Second Person With Measles Dies as Doctors Worry About RFK Jr. Effect
Robert F. Kennedy Jr. refuses to endorse widespread vaccination against the deadly disease.

An unvaccinated adult in New Mexico with measles has died, local health department officials reported Thursday. The cause of death has not yet been identified, though this would be the second death so far from the (until recently) rare disease.
The individual—whose name, age, and sex were not released by local authorities—is the second person to die from the virus amid a growing outbreak along the New Mexico-Texas border, sparking widespread concern among doctors that the federal government’s response is simply not enough to halt the spread of measles.
Last week, an unvaccinated 6-year-old child in west Texas died of measles. It was the first instance in which someone has died from the viral illness in the U.S. in a decade. At least 159 infections have been reported in the Lone Star State in the current outbreak, according to data from the Texas Department of State Health Services. The vast majority of those infected—nearly 80 percent—are under the age of 17.
In response, Department of Health and Human Services Secretary Robert F. Kennedy has placed an emphasis on treating the disease with vitamin A supplements, rather than encouraging the local unvaccinated population to receive an immunization against the disease.
In an interview with Fox News on Tuesday, Kennedy claimed that local Texas doctors were “getting very, very good results” by treating their measles patients with steroids and cod liver oil.
But while health officials agree that vitamin A and other treatments can add a slight boost to one’s immune system, they stress that it’s not a replacement for a vaccine that has practically erased the highly contagious, incurable disease from public consciousness for more than a half century.
“Mentions of cod liver oil and vitamins [are] just distracting people away from what the single message should be, which is to increase the vaccination rate,” Dr. Amesh Adalja, an infectious disease physician and senior scholar with the Johns Hopkins Center for Health Security, told NPR.
Other medical professionals argued that advising children—who, again, are the bulk of those infected—to maintain high doses of vitamin A for extended periods of time isn’t just misguided but also potentially dangerous.
“Vitamin A can accumulate in the body,” Dr. Adam Ratner, a member of the infectious disease committee of the American Academy of Pediatrics, told NPR. “It can be toxic to the liver. It can have effects that you don’t want for your child.” That could include liver damage, fatigue, hair loss, and headaches.
Before last week, the last person to succumb to the disease died in 2015, during a less severe outbreak in Clallam County, Washington, in which a couple dozen people were infected. Measles was identified as the cause of death for the unidentified woman during an autopsy, which found that she had “several other health conditions and was on medications that contributed to a suppressed immune system,” the state health department said at the time.
It wouldn’t be the first measles response that Kennedy has bungled, however. Children’s Health Defense—under Kennedy’s stewardship—had its own questionable history with the disease. Preceding a deadly measles outbreak on Samoa in 2019, the nonprofit spread rampant misinformation about the efficacy of vaccines throughout the nation, sending the island’s vaccination rate plummeting from the 60–70 percent range to just 31 percent, according to Mother Jones. That year, the country reported 5,707 cases of measles as well as 83 measles-related deaths, the majority of which were children under the age of 5.
As a reminder: Since their invention, vaccines have proven to be one of the greatest accomplishments of modern medicine. The medical shots are so effective at preventing illness that they have effectively eradicated some of the worst diseases from our collective culture, from rabies to polio and smallpox—a fact that has possibly fooled some into believing that the viruses and their complications aren’t a significant threat for the average, health-conscious individual.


_Your objective_:
If a line in the material below holds the string "Fraser", tally it, then give the tally alone.

_Material to process_:

-*-*-

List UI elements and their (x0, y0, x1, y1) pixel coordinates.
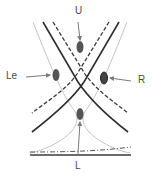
label-L: L (75, 161, 81, 171)
diagram-svg (0, 0, 153, 179)
arrow-L (78, 122, 80, 154)
label-U: U (75, 6, 82, 16)
arrow-R (110, 78, 131, 81)
marker-R (101, 72, 108, 84)
light-curve-right (83, 22, 130, 153)
dashed-curve-from-top-left (53, 22, 128, 113)
marker-Le (53, 69, 60, 81)
arrow-Le (26, 75, 50, 77)
marker-U (77, 41, 84, 53)
marker-L (77, 108, 84, 120)
arrow-U (78, 22, 80, 40)
label-R: R (138, 75, 145, 85)
light-curve-left (30, 22, 77, 153)
label-Le: Le (6, 71, 17, 81)
baseline-dash-dot (30, 147, 131, 152)
diagram-canvas: U Le R L (0, 0, 153, 179)
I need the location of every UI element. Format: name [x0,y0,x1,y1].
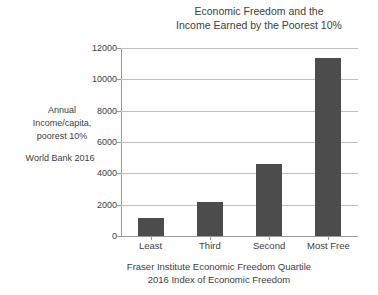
x-axis-caption-line-1: Fraser Institute Economic Freedom Quarti… [69,260,369,273]
y-tick-8000 [117,111,121,112]
bar-least [138,218,164,236]
x-axis-category-labels: LeastThirdSecondMost Free [121,240,358,256]
plot-area [121,48,358,237]
y-tick-label-4000: 4000 [75,169,117,178]
y-tick-4000 [117,173,121,174]
y-tick-2000 [117,205,121,206]
gridline-12000 [121,48,358,49]
y-tick-10000 [117,79,121,80]
y-tick-6000 [117,142,121,143]
y-tick-label-6000: 6000 [75,138,117,147]
y-tick-label-12000: 12000 [75,44,117,53]
chart-title-line-2: Income Earned by the Poorest 10% [140,18,378,32]
chart-title: Economic Freedom and the Income Earned b… [140,4,378,32]
y-tick-label-2000: 2000 [75,201,117,210]
y-tick-label-10000: 10000 [75,75,117,84]
y-tick-label-8000: 8000 [75,107,117,116]
bar-second [256,164,282,236]
x-axis-caption-line-2: 2016 Index of Economic Freedom [69,273,369,286]
y-axis-tick-labels: 120001000080006000400020000 [73,48,117,237]
chart-page: Economic Freedom and the Income Earned b… [0,0,378,295]
bar-most-free [315,58,341,236]
y-tick-0 [117,236,121,237]
x-axis-line [121,236,358,237]
y-tick-12000 [117,48,121,49]
x-axis-label-most-free: Most Free [288,240,368,251]
bar-third [197,202,223,236]
x-axis-caption: Fraser Institute Economic Freedom Quarti… [69,260,369,286]
chart-title-line-1: Economic Freedom and the [140,4,378,18]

-*-*-

_Solution to this task_:
2